Starting point is 00:55:11 This is your country. You are an American. I am an American to grow up in a country and have its real history obscure to you or to intentionally not really engage with things like this. I feel like it's like, that means that you don't really know the country you live in. I feel like love is a function of intimacy and intimacy is a function of knowledge. Can you love America if you don't know America? I don't think you really can.
Starting point is 00:55:41 I think you're loving something else. You're not in love with them, you're infatuated with them because you don't even bother to know them. Then I guess the question I want to end with is, how can we bring this around to a story of love and possibility and creation rather than distraction?

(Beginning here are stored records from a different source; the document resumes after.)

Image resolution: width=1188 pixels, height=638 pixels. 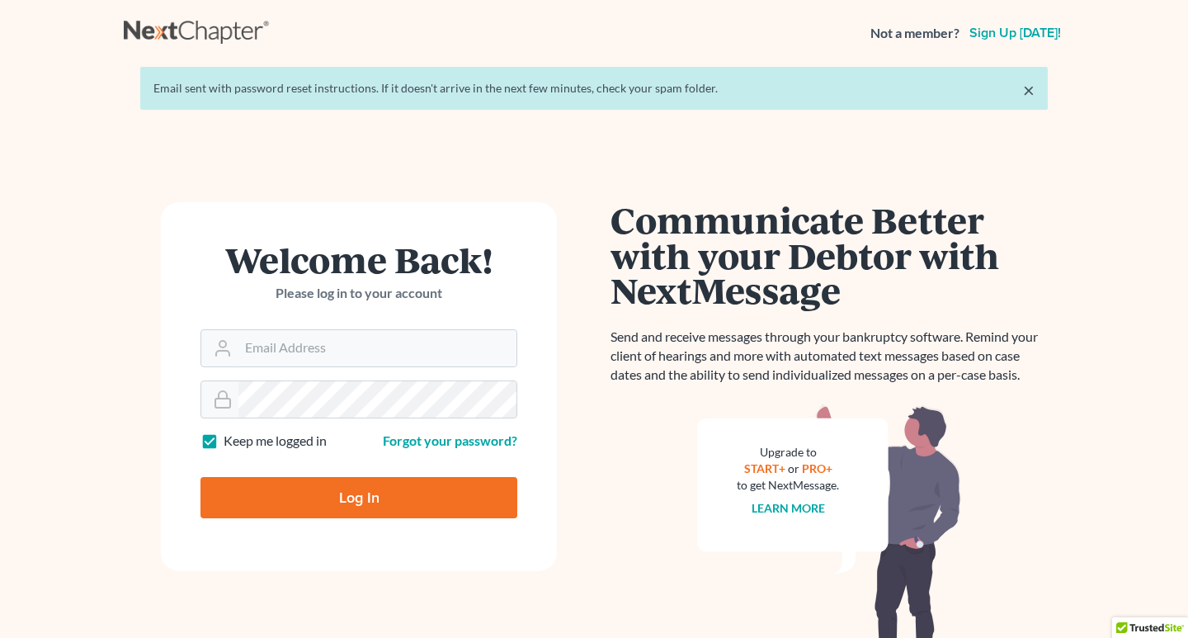 What do you see at coordinates (377, 348) in the screenshot?
I see `input: Email Address` at bounding box center [377, 348].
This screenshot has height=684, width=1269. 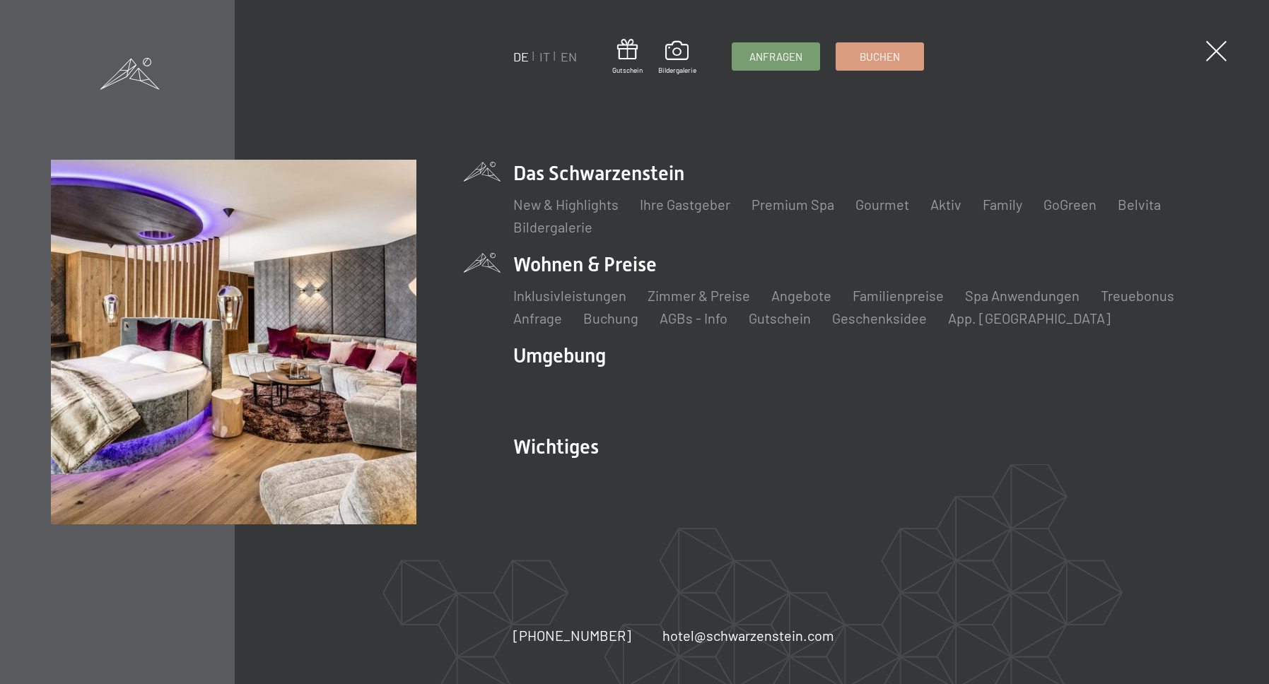 What do you see at coordinates (1022, 295) in the screenshot?
I see `a: Spa Anwendungen` at bounding box center [1022, 295].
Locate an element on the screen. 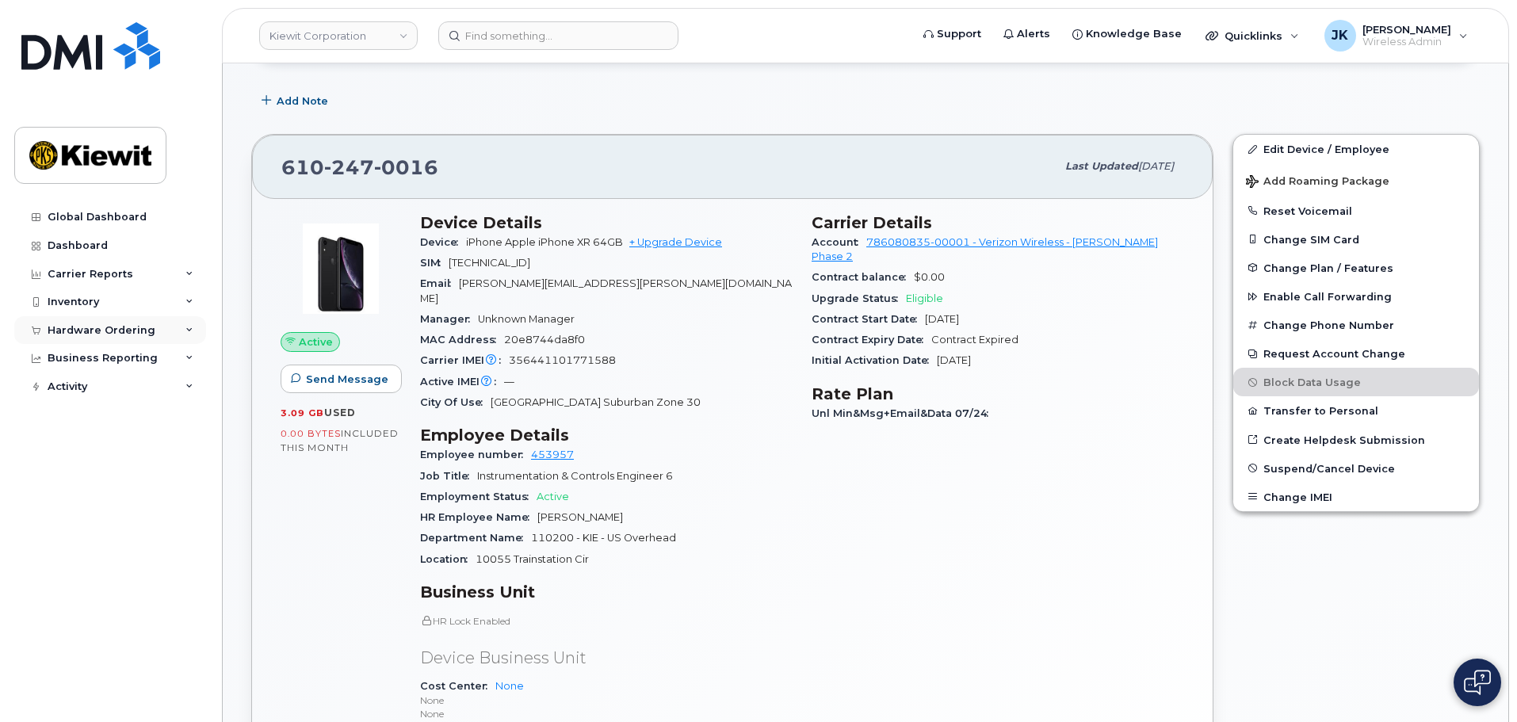  span: 0016 is located at coordinates (406, 167).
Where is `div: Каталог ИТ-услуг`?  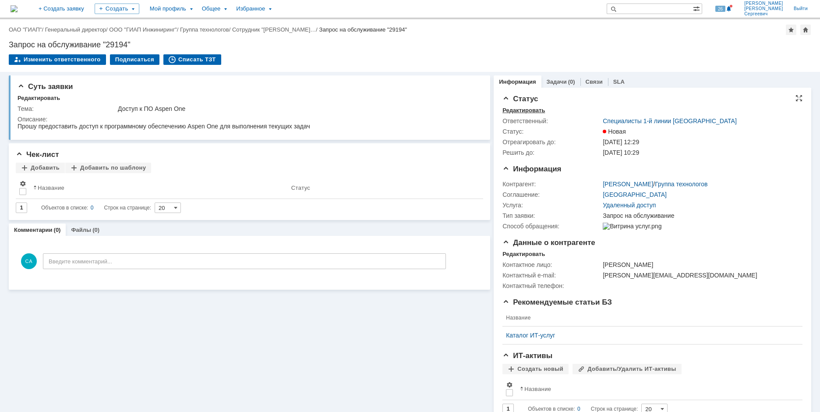 div: Каталог ИТ-услуг is located at coordinates (649, 335).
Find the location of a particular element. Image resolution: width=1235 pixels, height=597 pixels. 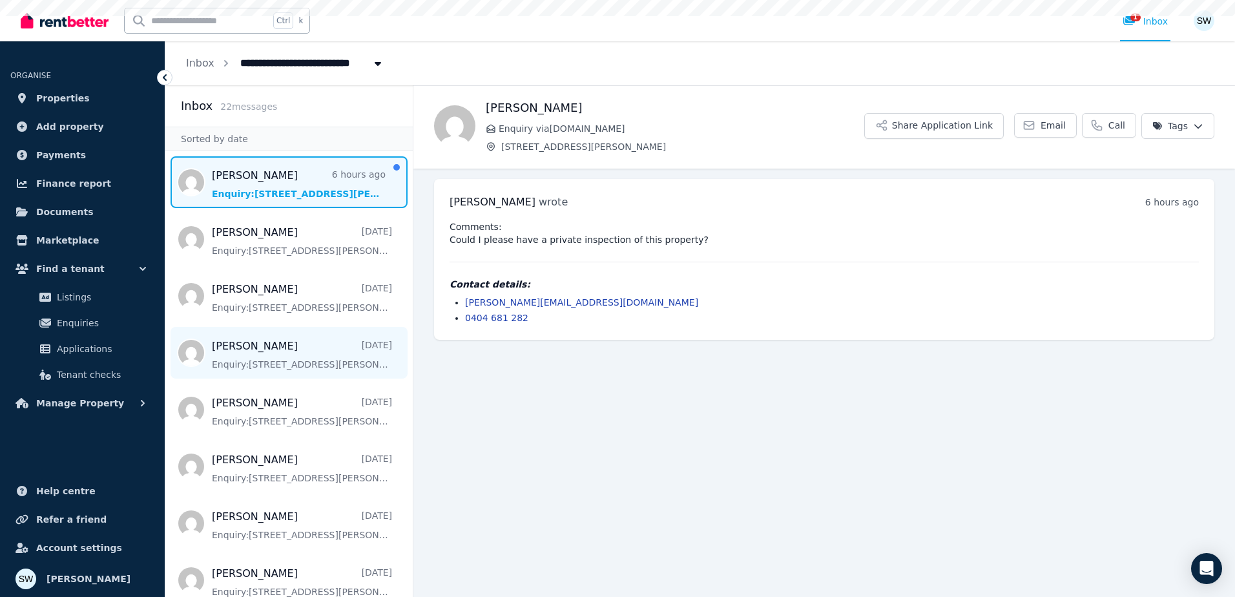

What we can say is that loving disabled people should be the root of any policy to deal with them rather than to see them as undesirables or people to be weeded out or people to stop reproducing.
Starting point is 00:56:19 We should ask ourselves, why is the world so bad for them? Why can they not get around and navigate? The only way you can do that is if you love them. The other thing that we should say is that disabled love and the ability for disabled people to love others and to love each other to bring more disabled people into the world or not disabled people into the world is not something to be feared. You shouldn't be afraid to love disabled people and disabled people shouldn't be afraid to love because we've seen the horrific consequences of hating them.
Starting point is 00:56:51 Love is an active, powerful, dangerous thing and not just this nice feeling we have sometimes when we watch the Hallmark Channel. I would love to know, where can people find your work and also just what do you recommend for, you know, I want to do a little reading rainbow here, like what should people look into for this as well? So you know, I have a whole book about this called We're Not Broken, Changing the Autism Conversation. I write regularly for MSNBC, I'm a course model for the Independent.
Starting point is 00:57:20 You can find me on Twitter at EricMGarcia. There are plenty of people who I follow. I will later on tweet at a list of disabled people to follow after this episode comes out and I will tweet at a list of groups and things that people can follow us and we will continue from there. I love having you on because I think I love giving you a platform to talk about what you care about. I think people need to learn about these things and also I feel like personally I always end
Starting point is 00:57:48 these conversations just feeling more hopeful and more engaged and more invested and just feeling connected to the part of me that really loves humanity in a kind of, well, here's a story. When I first, like literally the first moment that I found out that Trump had won the election, my first impulse for whatever combination of reasons was to listen to, I think it's because called I am telling you I'm not going from dream girls because I was like, my feeling about it was like, fuck you, America, I'm going to love you even harder now, you can't escape me, like you need me to keep loving you, like you, oh my God, how did, how I,
Starting point is 00:58:29 I'm committed, I'm here, I love you even though you don't want me to, I will even more now. And that's like, that's the feeling I have ending these conversations with you and it just makes me feel like alive and connected and I love feeling that way. And that was our episode. Thank you for coming into the haunted house that I call American history with me and Eric Michael Garcia, our amazing guest. Thank you to Eric. Thank you to Miranda Zickler, our amazing editor.
Starting point is 00:59:04 And thank you to Carolyn Kendrick, who is more than amazing. She is 100 mazes, worth of amazing. Thank you for listening. We'll see you in two weeks.